Ole Bill decided not to concentrate on the strange doings of white folk and decided instead to sleep.

It was in his dreams that he found himself in a valley. It was pretty. Nice trees with their flowing branches and their lush green leaves bristled along on that chilly wind. There was a little stream that passed through the valley and next to it was a series of tee-pees. He liked Indians, they were a fine type indeed, and he liked their feathered head dresses and the way they didn't take much from the Whites. They were a good sort indeed. An Indian fella had met him once, was polite enough to him, and almost pitied him, how could a man own another man, he had asked Ole Bill, who explained that his pappy, and his pappy before him had been owned so he was owned too. The Indian man was rather stunned by this, but accepted that all were different and that a different culture with a different belief didn't make it wrong, just different, and since ole Bill seemed to not bother much with the formalities of being owned, the Indian let it go.

There was a fire dimly smouldering in the centre.

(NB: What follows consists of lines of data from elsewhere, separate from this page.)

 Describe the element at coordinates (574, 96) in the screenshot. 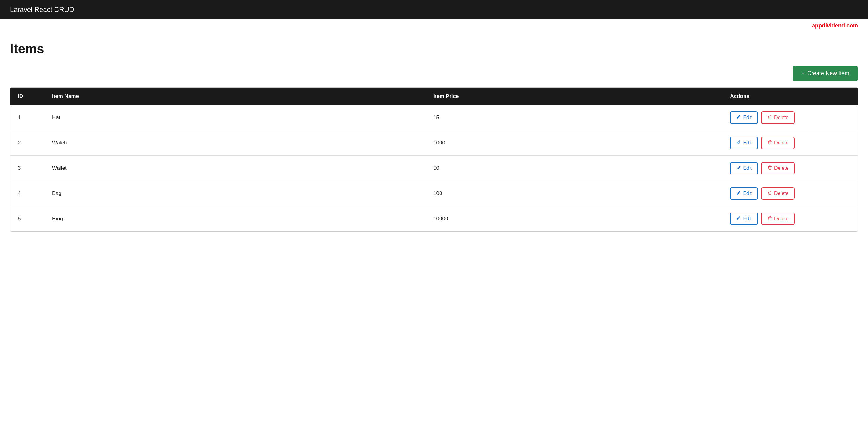

I see `col-header-price: Item Price` at that location.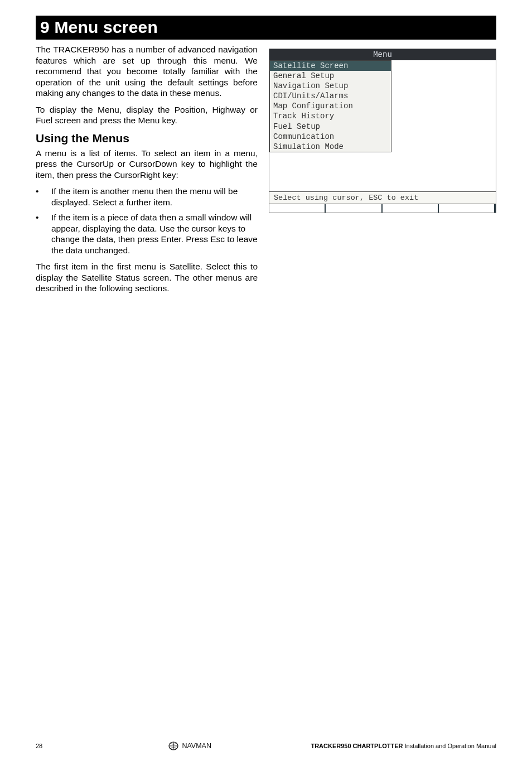 The image size is (532, 766). What do you see at coordinates (383, 131) in the screenshot?
I see `device-menu-screenshot: Menu Satellite Screen General Setup Navi…` at bounding box center [383, 131].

There were half butchered animals lying about the fire.

Old weapons, spears and the like were snapped and broken.

There was blood everywhere.

Up ahead he could hear a girl's voice, she was singing, he walked towards her.

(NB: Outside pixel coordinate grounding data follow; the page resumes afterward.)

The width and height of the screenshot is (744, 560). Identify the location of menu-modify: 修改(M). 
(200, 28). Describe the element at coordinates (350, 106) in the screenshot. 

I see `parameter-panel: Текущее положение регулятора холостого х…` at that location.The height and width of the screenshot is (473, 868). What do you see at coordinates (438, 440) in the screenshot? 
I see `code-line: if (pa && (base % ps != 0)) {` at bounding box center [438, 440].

The tee pee's material, a series of skins, were parted.

"Hello?"

He asked.

"Greetings".

A voice from inside replied.

"Tis ole Bill".

"Ole Bill, come inside".

He did, finding the owner of the voice sitting on a fuzzy fur.

"Waz your name?"

He asked.

"Hello, ole Bill! Have you come to me as a man comes to a woman?"

"Ah… ole Bill don't know much about that sort of thing, I just thought I'd come see where the people be at?"

"The people are gone".

Her voice was sullen but she continued her work.

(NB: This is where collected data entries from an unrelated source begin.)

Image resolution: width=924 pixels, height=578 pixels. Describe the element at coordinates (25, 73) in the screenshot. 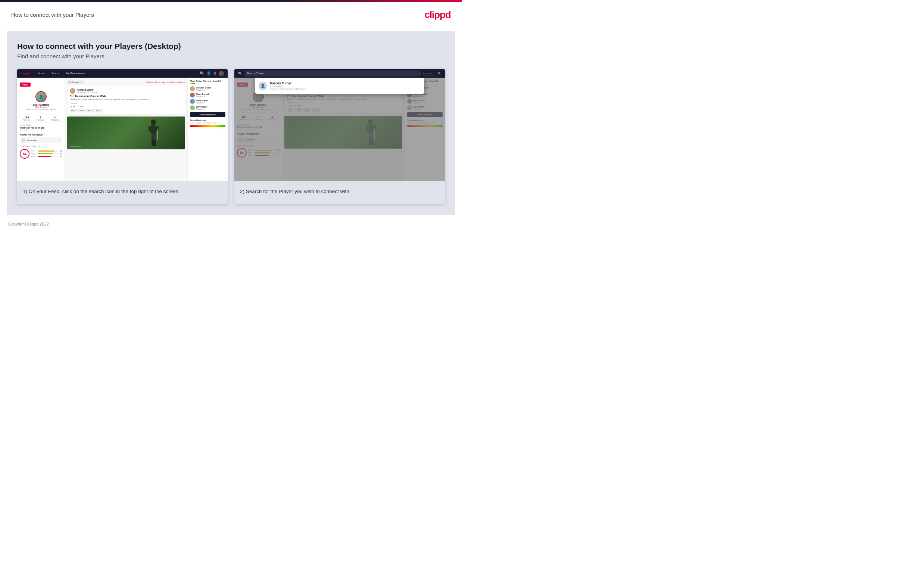

I see `mock-logo-1: clippd` at that location.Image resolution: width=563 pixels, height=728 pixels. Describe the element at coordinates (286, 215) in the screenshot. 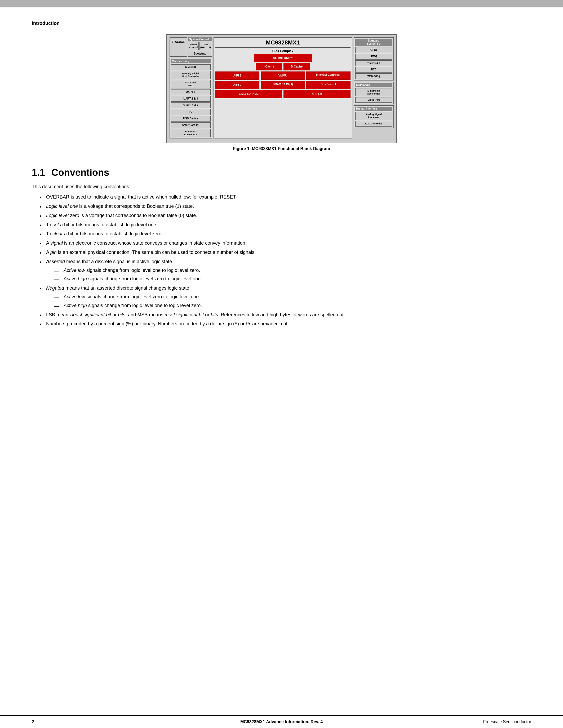

I see `bullet-logic-zero: Logic level zero is a voltage that corre…` at that location.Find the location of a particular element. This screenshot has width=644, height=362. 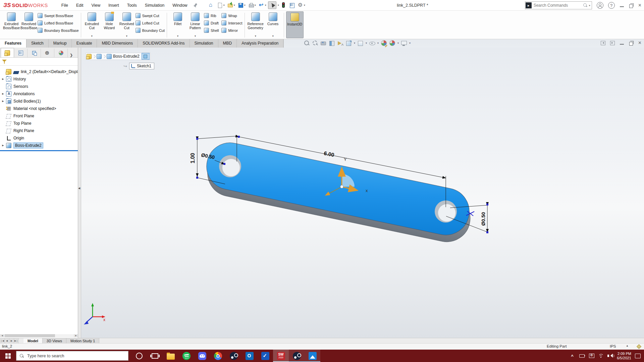

boundary-boss-button: Boundary Boss/Base is located at coordinates (58, 30).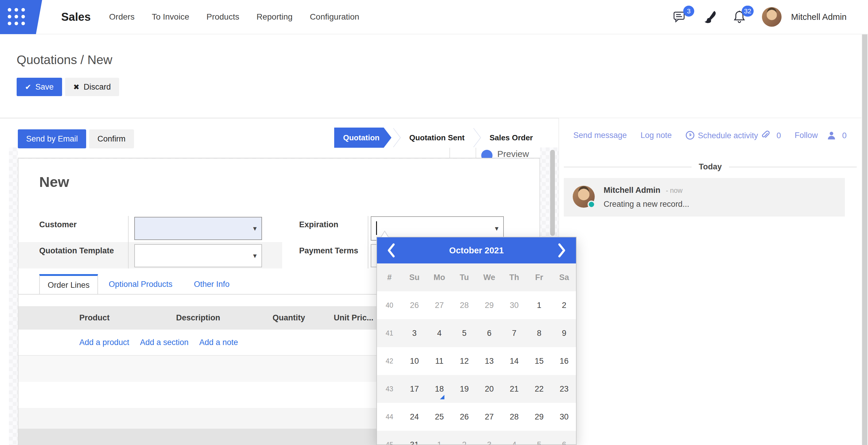 The width and height of the screenshot is (868, 445). Describe the element at coordinates (122, 17) in the screenshot. I see `menu-item-orders: Orders` at that location.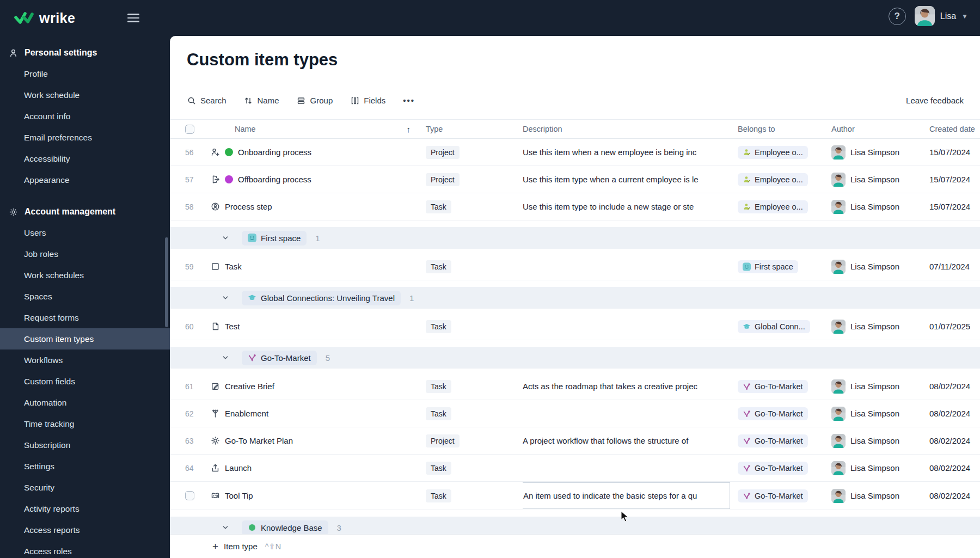  I want to click on item-name: Task, so click(233, 267).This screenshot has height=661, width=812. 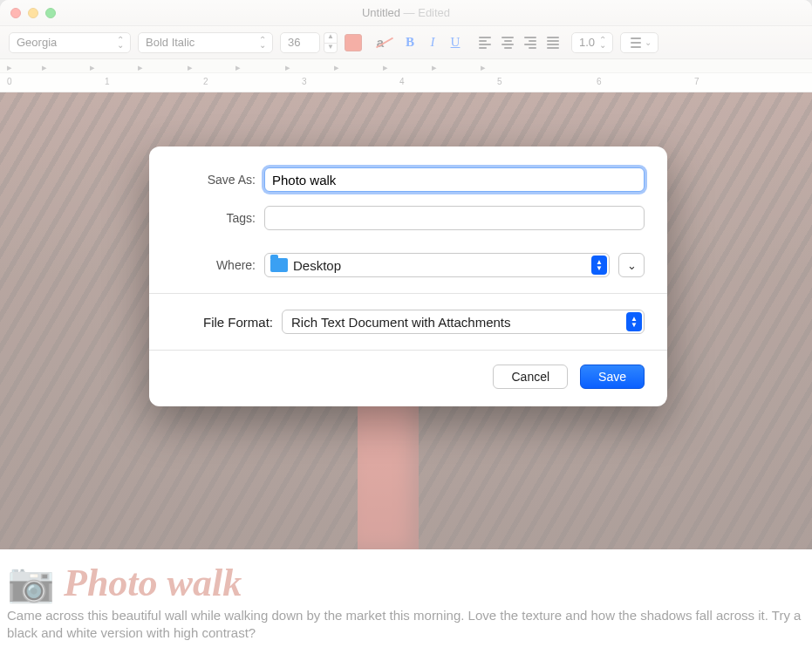 I want to click on file-format-dropdown: Rich Text Document with Attachments ▲▼, so click(x=463, y=322).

He noticed she was stitching something.

Her tools were primitive, a piece of fish bone for a needle and dried guts for thread. Was she sewing before?

"Where'd the people go, ma'am?"

"They went to the land of the rotten".

"Where's that be at?"

"That would be at a place of much sorrow".

"I know sad places".

"Sit yourself ole Bill and take warmth from these furs which my great warrior uncle obtained on his hunting quests".

"They be fine furs indeed, ma'am. Furs a like I never saw".

"You speak pleasing words to me, shame that my great uncle is gone that he may not take complement".

"Where'd your uncy go?"

"He went to the land of the rotten".

"Gosh and golly, ma'am, sure be a lot of people you know that are going to that place of rottenness".

"It be a result of the creature's action".

"Creature?"

"An evil being that came from a strange vessel".

"I found me a strange vessel".

"Where upon did you find such a thing?"

"Under the ground. It was buried in a great deal of dirt and muck and all sorts of things that you find in the underground".

The dream ended.

Ole Bill sat up from his dream, the other slaves sleeping soundly next to him. In the dark he was aware of the feeling of being watched, but that sensation wasn't unpleasant to him, it wasn't like before, it felt as if whoever was watching wasn't meaning any harm.

In the darkness he caught sight of two blue lights flickering at him, a shape of a man, but much to large to be one. The silhouette was one of sharp lines and angles, definitely not a man.

"Who be there? Who be watching ole Bill".

It didn't give a name, it merely disappeared.

And somewhere, in the future, in the same mine, Sideswipe woke.

--

Author's NB: Forgive me, I know NOTHING about American history, its not really taught down under in little ole New Zealand, and Wiki provided little answers, so I'm sure as sure as the sky is blue on a summer's day that I've pretty much caused the pants of every historian to soil their pants. Though, I've tried to rely on general knowledge of American history (and movies) as much as I could so hopefully, there's no major boo boos. I know there were mines in Germany in 1750 so here's hoping there's some in the States at that time. Please, feel free to correct me if I'm wrong!

And hopefully no one up and accuses me of racism. _ (And with the family I got adopted into, last thing I can be accused of is racism, Hahah).